In conclusion, and as I have mentioned on many occasions, this moment is fundamental as it represents the step prior to arrival in Europe and, above all, the moment when both Gypsy ethnicity and identity began to be shaped.
The emergence of a Gypsy identity in the chaotic Anatolia of the 11th century is the central point of the historical narrative of the Gypsy people. It is the historical moment when the fusion of different elements from the culture of refugee soldiers from India and Khorasan, Persians, Azerbaijanis, Georgians, Armenians, Greeks and others, fused to create a new entity: ours, the Gypsy entity.

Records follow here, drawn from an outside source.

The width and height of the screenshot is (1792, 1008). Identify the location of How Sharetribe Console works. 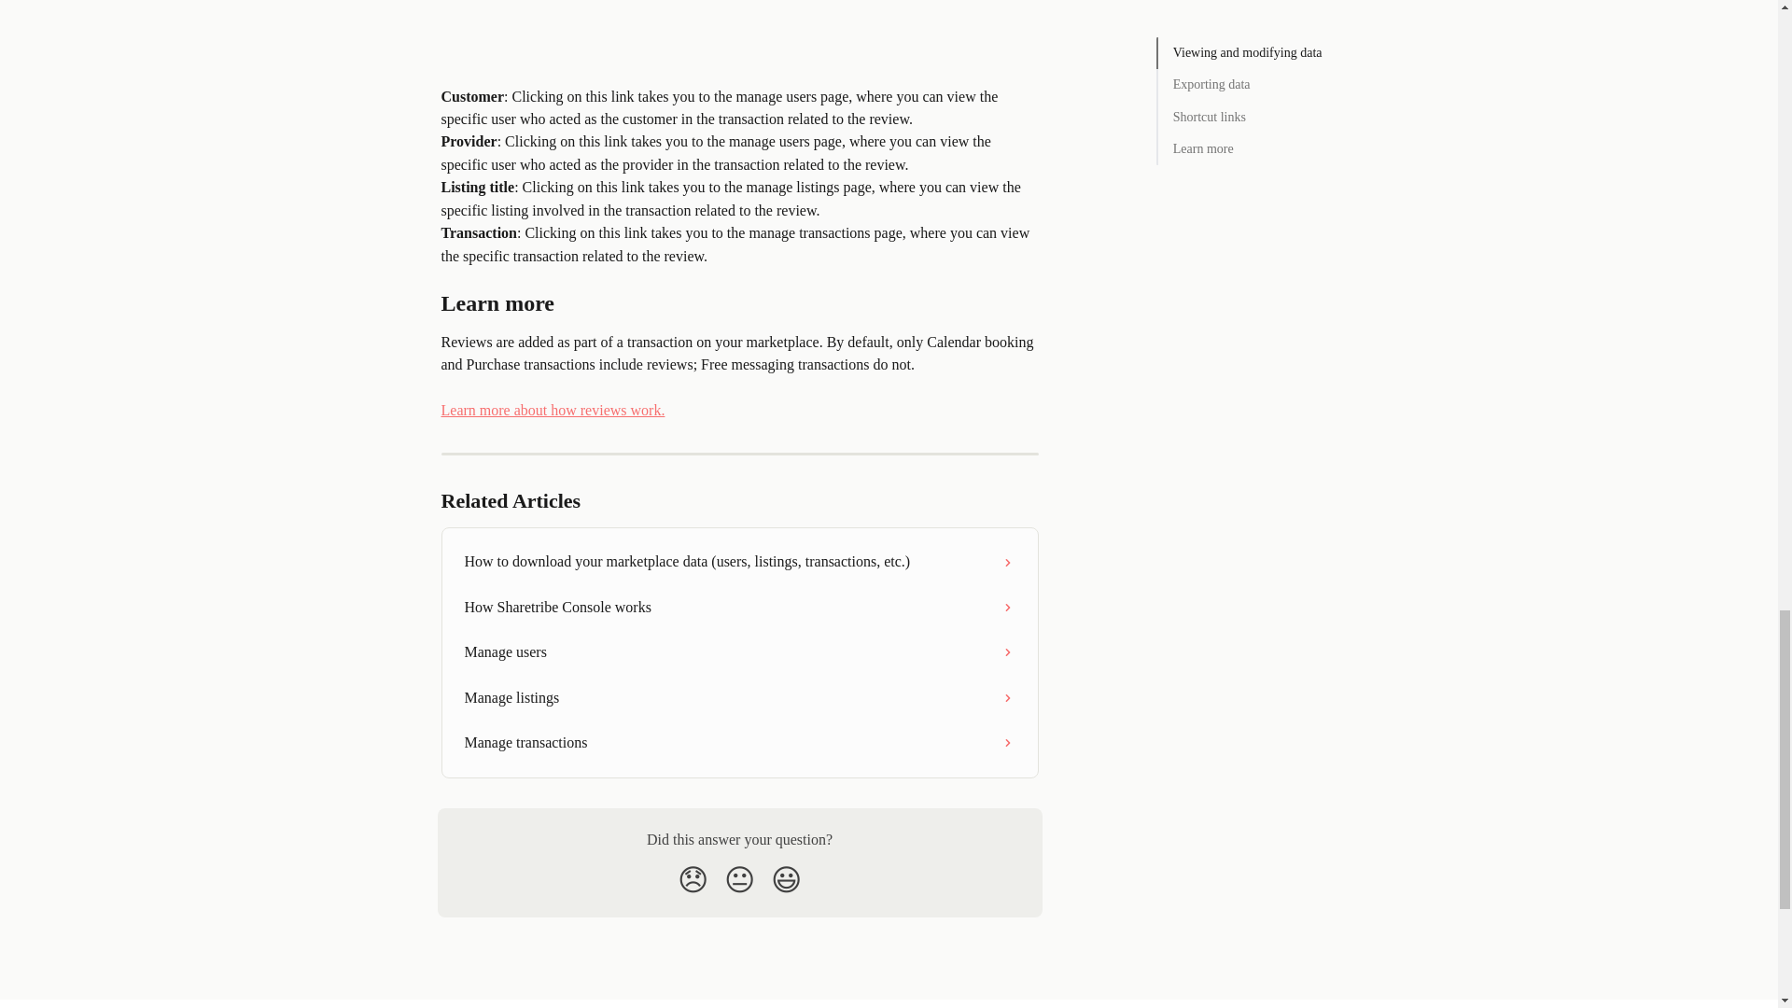
(739, 607).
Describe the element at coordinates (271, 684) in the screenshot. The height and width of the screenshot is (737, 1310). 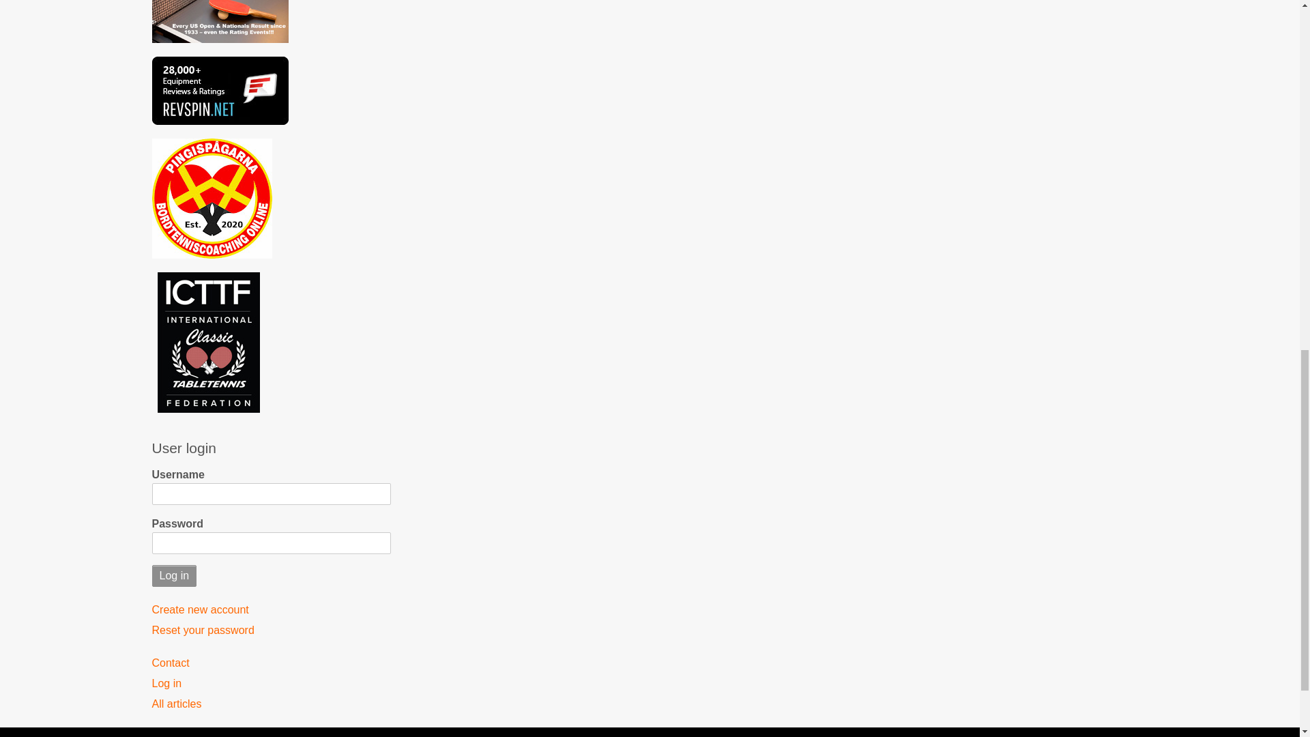
I see `Log in` at that location.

The Byzantine Empire, that bridge between the East and the West and the passage of the proto-Gypsies through these lands are key and founding elements of the endogenous identity of what would be the Gypsy people and of the exogenous image that began to be forged of this people. It is in the Byzantine Empire where the proto-Gypsy is linked to the notion of magic and witchcraft, thereby creating the first stereotyped image of the Egyptian.

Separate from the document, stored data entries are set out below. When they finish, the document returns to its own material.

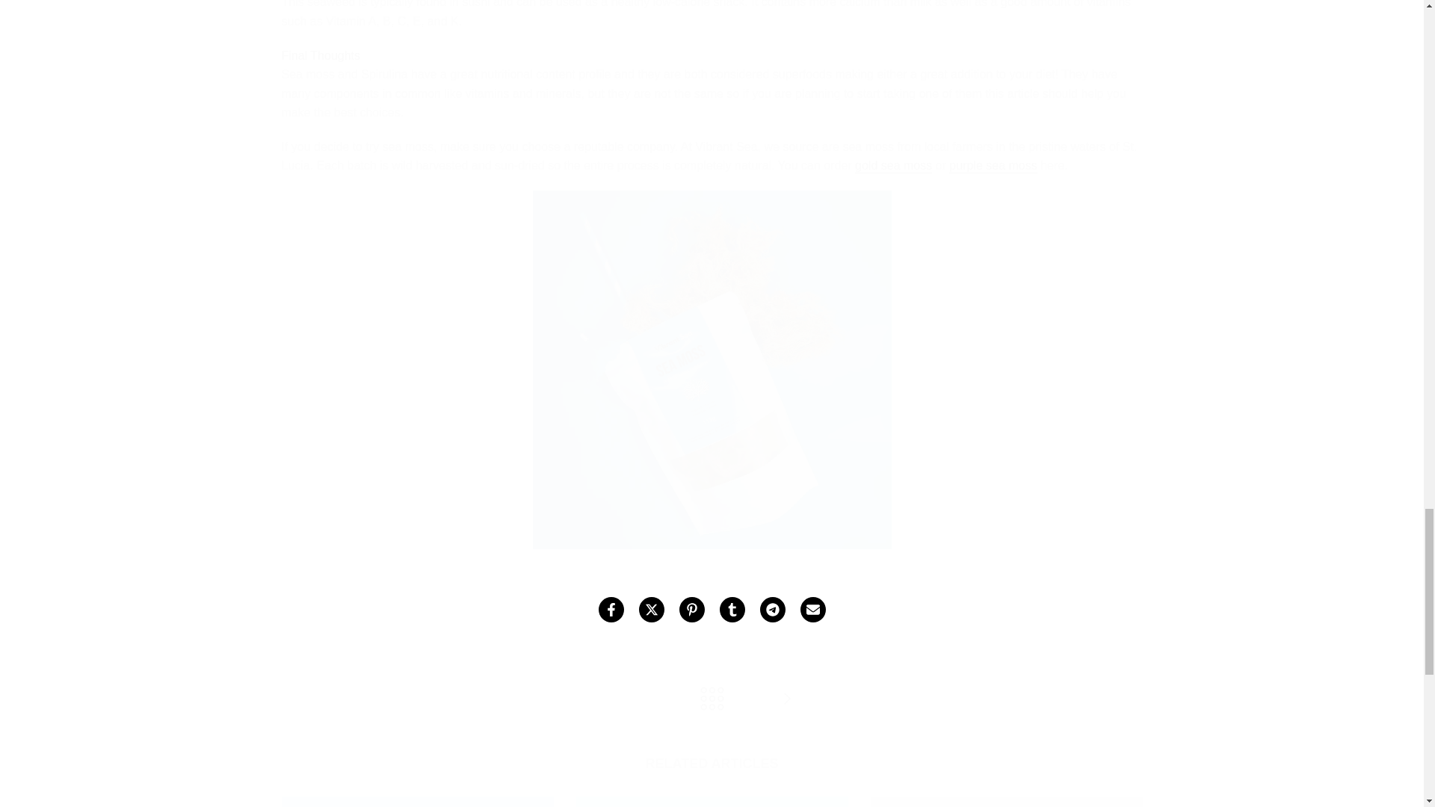 The height and width of the screenshot is (807, 1435). Describe the element at coordinates (771, 610) in the screenshot. I see `Share on Telegram` at that location.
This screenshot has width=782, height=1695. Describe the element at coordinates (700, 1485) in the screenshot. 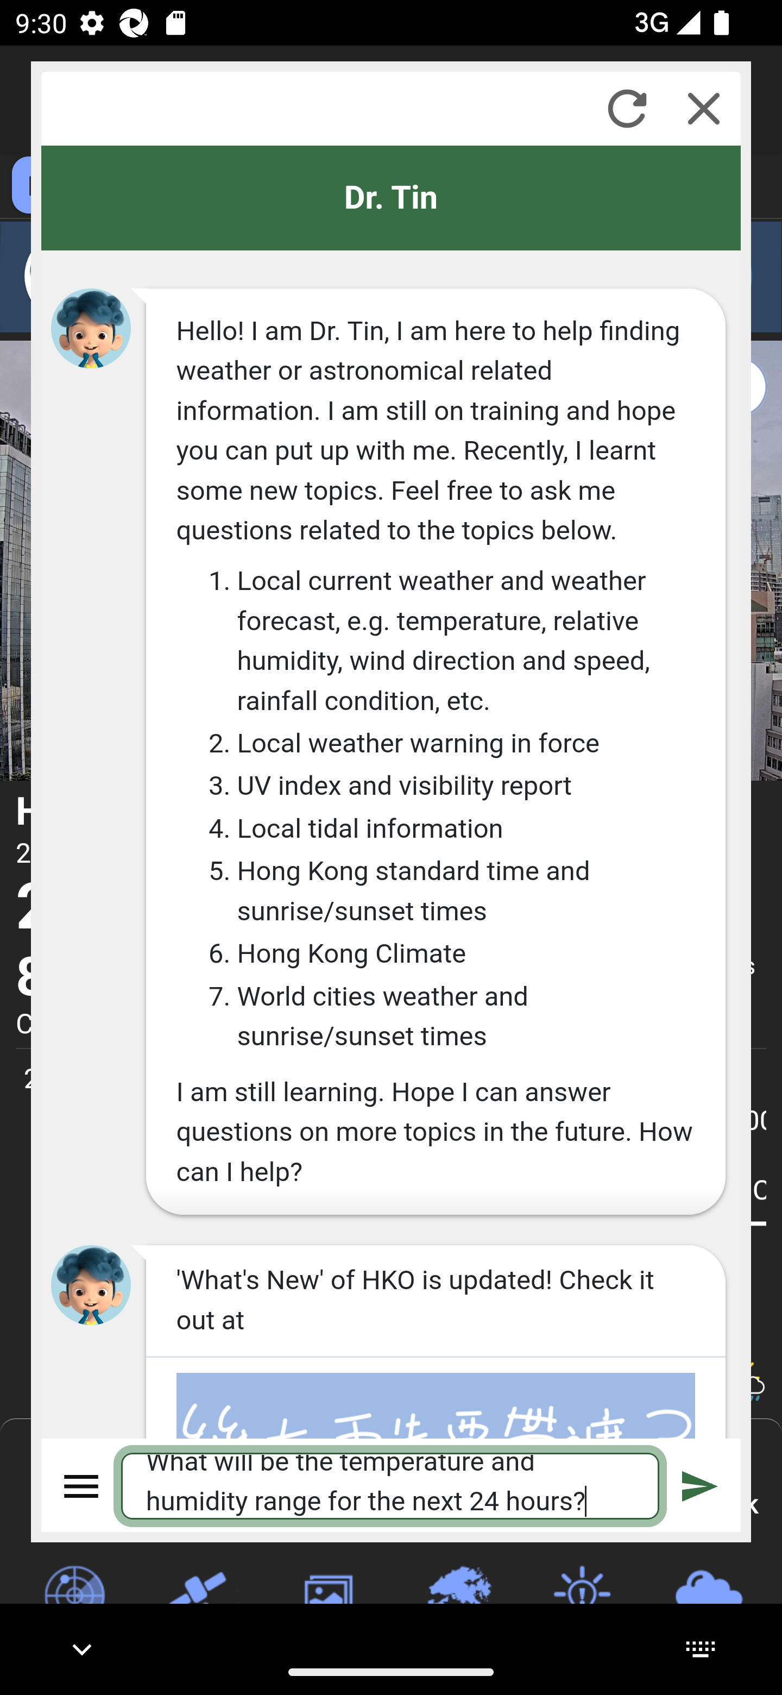

I see `Submit` at that location.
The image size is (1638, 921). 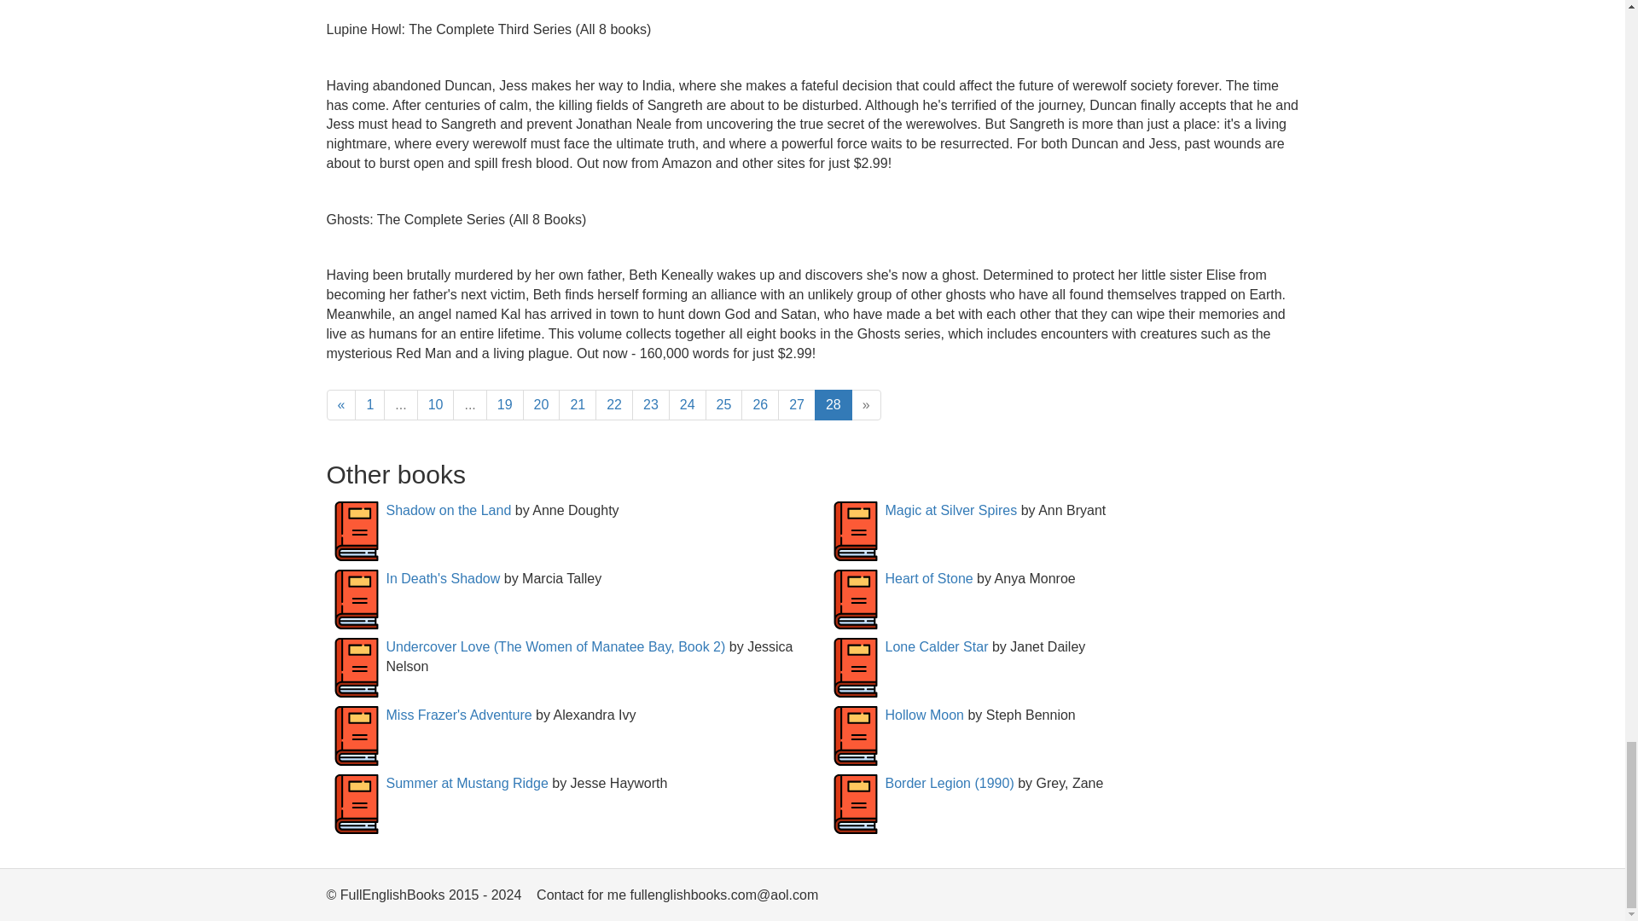 I want to click on 24, so click(x=687, y=404).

It is worth noting that in little more than 50 years, these Indians from Kannauj, of Vedic and Buddhist culture and spirituality, were deeply imbued with foreign cosmogonic elements, mixing with the Islam of the Ghaznāvids, the Shamanism of the Turkmen, Zoroastrianism, Armenian apocalyptic Christianity and Byzantine orthodoxy, forging what would be the Gypsy cosmogony.
Aresipé
As we have seen, the main and final stage of the three major migration movements of the Gypsy people in Europe was also the consequence of Islamic expansion, this time by the Ottoman Turks, who sacked Byzantium in 1453 and spread their influence in the Balkans. However, it would be a mistake to believe that that migration had happened at the same time. The bubonic plague had reached Western Anatolia in 1347 and led to a general migration through Europe, which must have included Gypsies, as they were even accused of having introduced it into Europe. Moreover, linguistic evidence shows that there was an early exit by a Gypsy group from Greek territory. Indeed, in at least one Romani dialect, Istriani, spoken in Slovakia, Greek vocabulary is quite limited.

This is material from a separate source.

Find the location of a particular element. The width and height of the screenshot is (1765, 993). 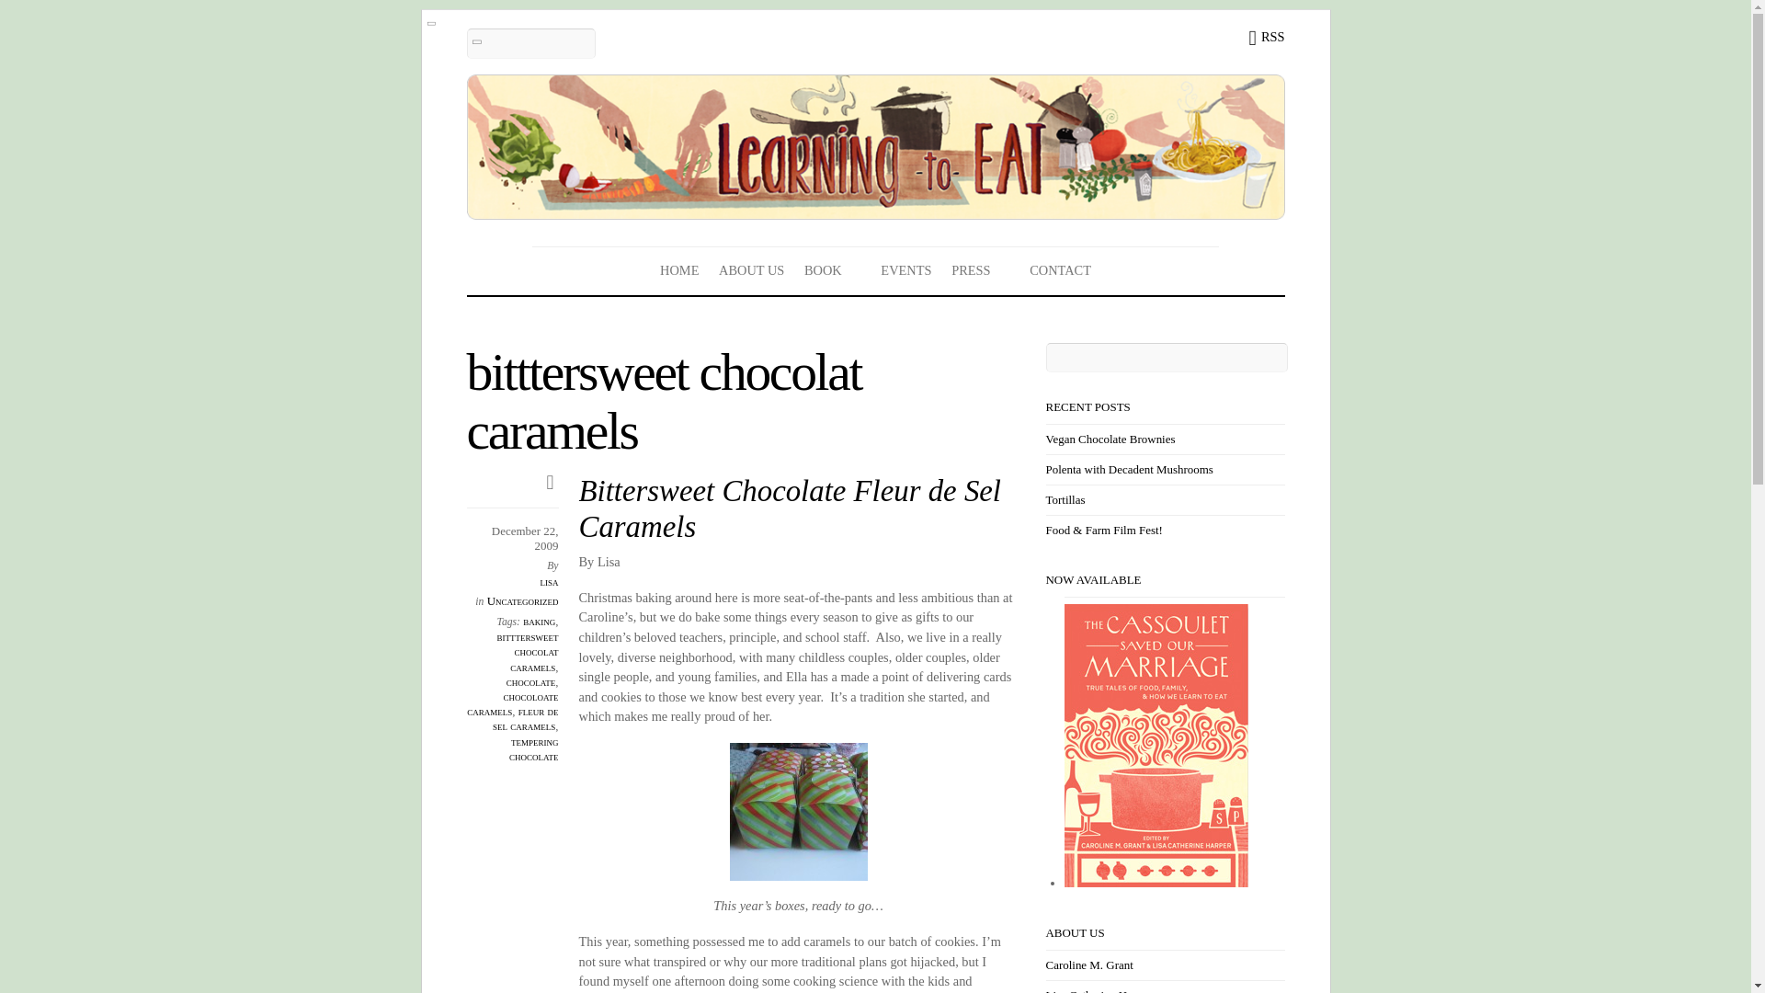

Islam was a key factor to understanding this departure towards Europe, as it was in the case of the departure from India. However, both events shared the same military element, as Ottoman Turks used Gypsies in their militia or as craftsmen at the service of the army. In 1300, there were specifically Gypsy military garrisons both in Modon and in Nauplia, in the Venetian Peloponnesus, today Southern Greece. Gypsies had already arrived in Europe.
We do not know how the different groups of Gypsies reached Europe for the first time. Most of them probably crossed the Constantinople isthmus, although it has been suggested that others could have left Anatolia by sailing on the Aegean Sea or the Black Sea. However they reached the Balkans, in 1500 their presence is recorded throughout Europe.